Faculty, staff have little say on new president

By Alexandra Kukulka

The composition of the advisory panel set up to recommend candidates to the board of trustees to be Columbia’s next president is heavily weighted with board members, giving little voice to the college’s faculty and staff, a Chronicle

analysis shows.

According to bylaws approved by the board of trustees last spring that were not inserted in the faculty handbook, the panel will recommend two or three presidential candidates to the trustees for a final vote. The panel must approve each candidate by a two-thirds vote.

A two-thirds majority of the 22 panel members requires 15 votes. Since there are 13 members of the

board of trustees on the panel only  two more votes are needed to reach 15, obtainable from any combination of the two deans, one chair, and one high-level administrator who also sit on the panel.

This would dilute the representation of Columbia’s 3,281 faculty and staff members because there are only three full-time faculty and one part-time faculty on the panel, and essentially no staff, according to the panel list (In assembling the panel, board chairman Allen Turner said he counted Dean of Students Sharon Wilson-Taylor as a staff member).

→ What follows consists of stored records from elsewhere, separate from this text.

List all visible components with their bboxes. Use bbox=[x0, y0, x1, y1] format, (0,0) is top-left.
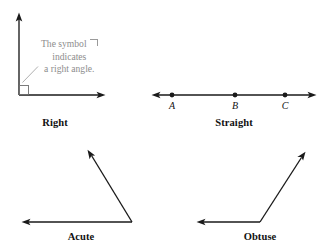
acute-upper-ray bbox=[92, 156, 133, 223]
callout-line-1: The symbol bbox=[41, 38, 87, 49]
right-angle-callout: The symbol indicates a right angle. bbox=[41, 38, 98, 76]
acute-angle-group bbox=[22, 150, 133, 226]
obtuse-angle-group bbox=[197, 152, 306, 226]
obtuse-upper-arrowhead bbox=[297, 152, 305, 161]
straight-point-b-dot bbox=[233, 93, 238, 98]
right-angle-symbol-icon bbox=[90, 39, 98, 46]
straight-point-label-c: C bbox=[282, 101, 289, 111]
label-right-angle: Right bbox=[42, 118, 68, 129]
obtuse-upper-ray bbox=[260, 158, 302, 223]
callout-line-2: indicates bbox=[52, 51, 86, 62]
label-obtuse-angle: Obtuse bbox=[244, 232, 277, 243]
straight-angle-group bbox=[152, 92, 317, 99]
label-acute-angle: Acute bbox=[68, 232, 95, 243]
straight-point-label-b: B bbox=[232, 101, 238, 111]
callout-leader-line bbox=[23, 67, 39, 83]
straight-point-a-dot bbox=[170, 93, 175, 98]
straight-point-c-dot bbox=[283, 93, 288, 98]
acute-upper-arrowhead bbox=[88, 150, 96, 159]
callout-line-3: a right angle. bbox=[44, 63, 94, 74]
angles-diagram-page: The symbol indicates a right angle. A B … bbox=[0, 0, 325, 252]
right-angle-mark-icon bbox=[20, 86, 29, 95]
straight-point-label-a: A bbox=[169, 101, 175, 111]
label-straight-angle: Straight bbox=[215, 118, 253, 129]
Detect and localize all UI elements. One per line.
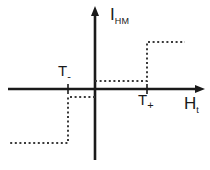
tick-label-t-minus-base: T: [58, 62, 67, 79]
tick-label-t-plus: T+: [138, 92, 154, 111]
y-axis-label-subscript: HM: [115, 16, 130, 26]
tick-label-t-plus-subscript: +: [147, 99, 154, 111]
y-axis-arrowhead: [91, 6, 99, 16]
tick-label-t-plus-base: T: [138, 91, 147, 108]
x-axis-label-base: H: [184, 94, 196, 113]
hysteresis-figure: IHM Ht T- T+: [0, 0, 210, 170]
hysteresis-ascending-branch: [95, 42, 185, 81]
tick-label-t-minus: T-: [58, 63, 71, 82]
tick-label-t-minus-subscript: -: [67, 70, 71, 82]
plot-canvas: [0, 0, 210, 170]
x-axis-label: Ht: [184, 95, 199, 115]
hysteresis-descending-branch: [8, 97, 95, 143]
y-axis: [91, 6, 99, 160]
x-axis: [8, 85, 205, 93]
x-axis-label-subscript: t: [196, 105, 199, 115]
x-axis-arrowhead: [195, 85, 205, 93]
y-axis-label: IHM: [110, 6, 129, 26]
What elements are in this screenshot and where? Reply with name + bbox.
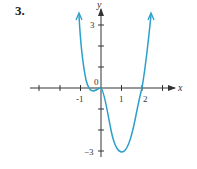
y-tick-label-neg3: −3 — [84, 147, 94, 157]
function-graph: y x 3 −3 0 -1 1 2 — [0, 0, 197, 169]
x-tick-label-neg1: -1 — [76, 94, 84, 104]
origin-label: 0 — [94, 77, 99, 87]
y-axis-label: y — [96, 0, 102, 10]
function-curve — [79, 15, 151, 152]
x-tick-label-1: 1 — [119, 94, 124, 104]
x-axis-label: x — [177, 82, 183, 93]
x-tick-label-2: 2 — [143, 94, 148, 104]
y-tick-label-3: 3 — [90, 20, 95, 30]
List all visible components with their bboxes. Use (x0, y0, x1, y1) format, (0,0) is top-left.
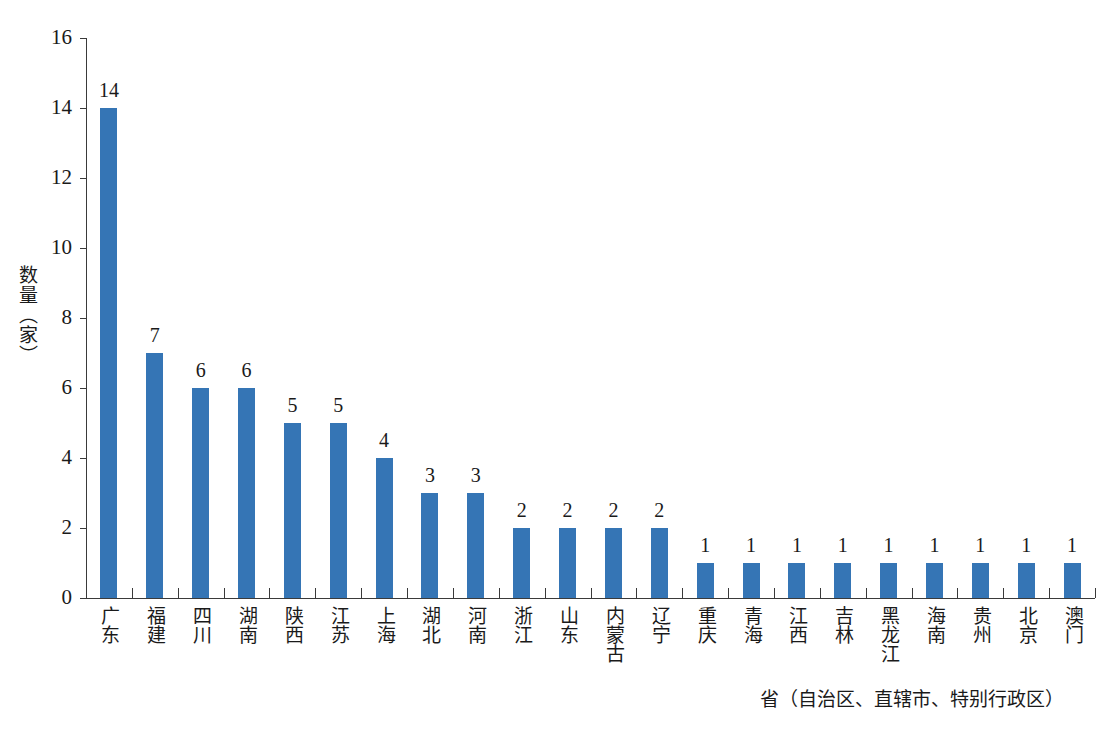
x-axis-category-label: 重庆 (695, 606, 716, 706)
bar-value-label: 2 (543, 500, 593, 520)
bar-value-label: 1 (955, 535, 1005, 555)
bar[interactable] (972, 563, 989, 598)
y-axis-tick-label: 4 (0, 447, 72, 468)
x-axis-tick (728, 588, 729, 598)
x-axis-tick (269, 588, 270, 598)
bar[interactable] (376, 458, 393, 598)
x-axis-tick (453, 588, 454, 598)
x-axis-category-label: 上海 (374, 606, 395, 706)
x-axis-category-label: 澳门 (1062, 606, 1083, 706)
bar-value-label: 1 (818, 535, 868, 555)
bar[interactable] (743, 563, 760, 598)
x-axis-category-label: 山东 (558, 606, 579, 706)
x-axis-category-label: 内蒙古 (603, 606, 624, 706)
bar[interactable] (421, 493, 438, 598)
x-axis-category-label: 湖南 (237, 606, 258, 706)
bar-value-label: 2 (497, 500, 547, 520)
y-axis-tick-label: 16 (0, 27, 72, 48)
x-axis-category-label: 广东 (99, 606, 120, 706)
y-axis-tick (80, 528, 87, 529)
y-axis-tick (80, 388, 87, 389)
x-axis-category-label: 湖北 (420, 606, 441, 706)
x-axis-tick (545, 588, 546, 598)
bar[interactable] (513, 528, 530, 598)
x-axis-tick (774, 588, 775, 598)
bar[interactable] (330, 423, 347, 598)
bar[interactable] (100, 108, 117, 598)
bar[interactable] (238, 388, 255, 598)
x-axis-tick (1049, 588, 1050, 598)
bar-value-label: 2 (634, 500, 684, 520)
x-axis-line (86, 598, 1095, 599)
bar-value-label: 1 (909, 535, 959, 555)
x-axis-category-label: 四川 (191, 606, 212, 706)
y-axis-tick (80, 458, 87, 459)
bar[interactable] (834, 563, 851, 598)
bar-value-label: 1 (772, 535, 822, 555)
bar-value-label: 3 (451, 465, 501, 485)
x-axis-tick (86, 588, 87, 598)
x-axis-tick (499, 588, 500, 598)
x-axis-category-label: 福建 (145, 606, 166, 706)
bar-value-label: 6 (222, 360, 272, 380)
y-axis-tick-label: 8 (0, 307, 72, 328)
y-axis-tick (80, 108, 87, 109)
x-axis-tick (866, 588, 867, 598)
bar[interactable] (926, 563, 943, 598)
bar-value-label: 7 (130, 325, 180, 345)
bar-value-label: 4 (359, 430, 409, 450)
x-axis-category-label: 辽宁 (649, 606, 670, 706)
bar-value-label: 5 (313, 395, 363, 415)
x-axis-tick (361, 588, 362, 598)
x-axis-category-label: 陕西 (282, 606, 303, 706)
x-axis-tick (1095, 588, 1096, 598)
x-axis-tick (682, 588, 683, 598)
bar[interactable] (1018, 563, 1035, 598)
bar[interactable] (605, 528, 622, 598)
y-axis-tick (80, 248, 87, 249)
x-axis-title: 省（自治区、直辖市、特别行政区） (760, 688, 1064, 712)
y-axis-tick-label: 14 (0, 97, 72, 118)
x-axis-category-label: 河南 (466, 606, 487, 706)
bar[interactable] (651, 528, 668, 598)
x-axis-category-label: 浙江 (512, 606, 533, 706)
bar-value-label: 1 (680, 535, 730, 555)
bar-value-label: 5 (267, 395, 317, 415)
bar-chart: 数量（家） 0246810121416 14766554332222111111… (0, 0, 1105, 733)
bar[interactable] (192, 388, 209, 598)
x-axis-tick (912, 588, 913, 598)
bar[interactable] (146, 353, 163, 598)
bar[interactable] (788, 563, 805, 598)
y-axis-tick-label: 6 (0, 377, 72, 398)
x-axis-category-label: 青海 (741, 606, 762, 706)
bar-value-label: 14 (84, 80, 134, 100)
bar[interactable] (284, 423, 301, 598)
x-axis-tick (957, 588, 958, 598)
x-axis-tick (132, 588, 133, 598)
y-axis-tick-label: 10 (0, 237, 72, 258)
bar[interactable] (467, 493, 484, 598)
bar-value-label: 2 (588, 500, 638, 520)
y-axis-tick (80, 178, 87, 179)
x-axis-category-label: 江苏 (328, 606, 349, 706)
bar-value-label: 1 (1001, 535, 1051, 555)
bar-value-label: 1 (864, 535, 914, 555)
bar[interactable] (697, 563, 714, 598)
x-axis-tick (591, 588, 592, 598)
y-axis-tick (80, 38, 87, 39)
bar-value-label: 1 (1047, 535, 1097, 555)
x-axis-tick (820, 588, 821, 598)
y-axis-tick-label: 12 (0, 167, 72, 188)
x-axis-tick (224, 588, 225, 598)
bar-value-label: 3 (405, 465, 455, 485)
y-axis-tick-label: 0 (0, 587, 72, 608)
bar[interactable] (559, 528, 576, 598)
x-axis-tick (178, 588, 179, 598)
bar-value-label: 6 (176, 360, 226, 380)
bar[interactable] (880, 563, 897, 598)
x-axis-tick (407, 588, 408, 598)
x-axis-tick (636, 588, 637, 598)
bar[interactable] (1064, 563, 1081, 598)
y-axis-tick-label: 2 (0, 517, 72, 538)
y-axis-tick (80, 318, 87, 319)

The ratio stands in stark contrast to the selection process in 2000 that brought Warrick L. Carter to Columbia. At the time, there were only two trustees and five combined faculty and chairmen on the advisory panel, according to records cited by Faculty Senate President Pegeen Reichert-Powell, who delivered a report to the Senate Sept. 14.

“This matters because the advisory panel votes to send candidates forward to the board of trustees,” Powell said. “The fact that the board of trustees ultimately hires the president has not changed. But no candidate, according to the board of trustees bylaws, may go as a viable candidate unless it is voted on by two-thirds of the panel.”

The panel is composed of 13 members of the board of trustees, two deans, three full-time faculty members, one part-time faculty member, one student, one department chairwoman and new college Chief Financial Officer Ken Gotsch.

Columbia has 377 full-time faculty, 1,660 part-time faculty, 682 full-time staff and 562 part-time staff for a total of 3,281.

The Faculty Senate executive committee spoke with Turner, about the discrepancy, Powell told the senators at the meeting.

She noted the board changed the bylaws regarding representation without putting them in the faculty handbook. The faculty used its handbook’s requirements that state that only three full-time faculty be appointed to a presidential search committee without realizing they could have insisted on more.

“We expressed our concern that these changes might undermine the faith of faculty in the search process itself,” Powell said. “The bottom line to that discussion is that the advisory panel stands as is.”

The Senate did not go on to contest the disproportionate representation of faculty and board members. Instead it passed a motion of support to remind the panel’s three faculty members that they represent the collective voice of the faculty, as previously reported by The Chronicle Sept. 17.

Repeated efforts by The Chronicle to elicit comment from Senate members were declined.

According to an invitation to apply for president from Isaacson, Miller, the company hired by the college to help with the search, the candidate should be someone with the “ability to provide vision and strategic direction,” have an “understanding and appreciation of the diverse disciplines represented at Columbia” and “willingness to be a visible and effective fundraiser” at the college.

Vice President of Academic Affairs and Interim Provost Louise Love said she believes the board of trustees is responsible for decisions pertaining to the next president, though having others on the panel is encouraging.

“I am pleased there is participation in the discussions [for the next president],” Love said. “In my own experience with search committees, the discussions are very powerful, so  having the opportunity to have a voice—to me—is where the real power resides.”

However, Louis Silverstein, emeritus professor in the Humanities, History and Social Sciences Department, said he would have liked to see more faculty representation on the panel.

“The faculty are the people in the community who really have knowledge of the college in a  manner and form that are not true for trustees and other people, who have a valued perspective,” Silverstein said. “It’s a different perspective than what faculty have.”

Silverstein said he would like to see a president who will lead Columbia into the future at a time when higher education is transforming. He would also like to see someone who will build on the college’s tradition and history.

To some members of the college, such as Love and Michael Bright, president of the United Staff of Columbia College and a staff member in the Film & Video Department, these numbers aren’t bothersome.

“It’s the board’s responsibility to take the lead on [the presidential search],” Bright said. “They are going to be working more closely with the president than probably anybody else on campus.”

Bright said he feels there is an unfair representation of staff members on the panel, as there is only one on the panel, though that person isn’t a “true staff member.” However, Bright expressed confidence in members of the board and panel to make the right decisions for the panel.

“Considering all the turmoil and strife [the college] had to endure last year, I think the [panel is] focused on making the best choice [it] can for Columbia,” Bright said.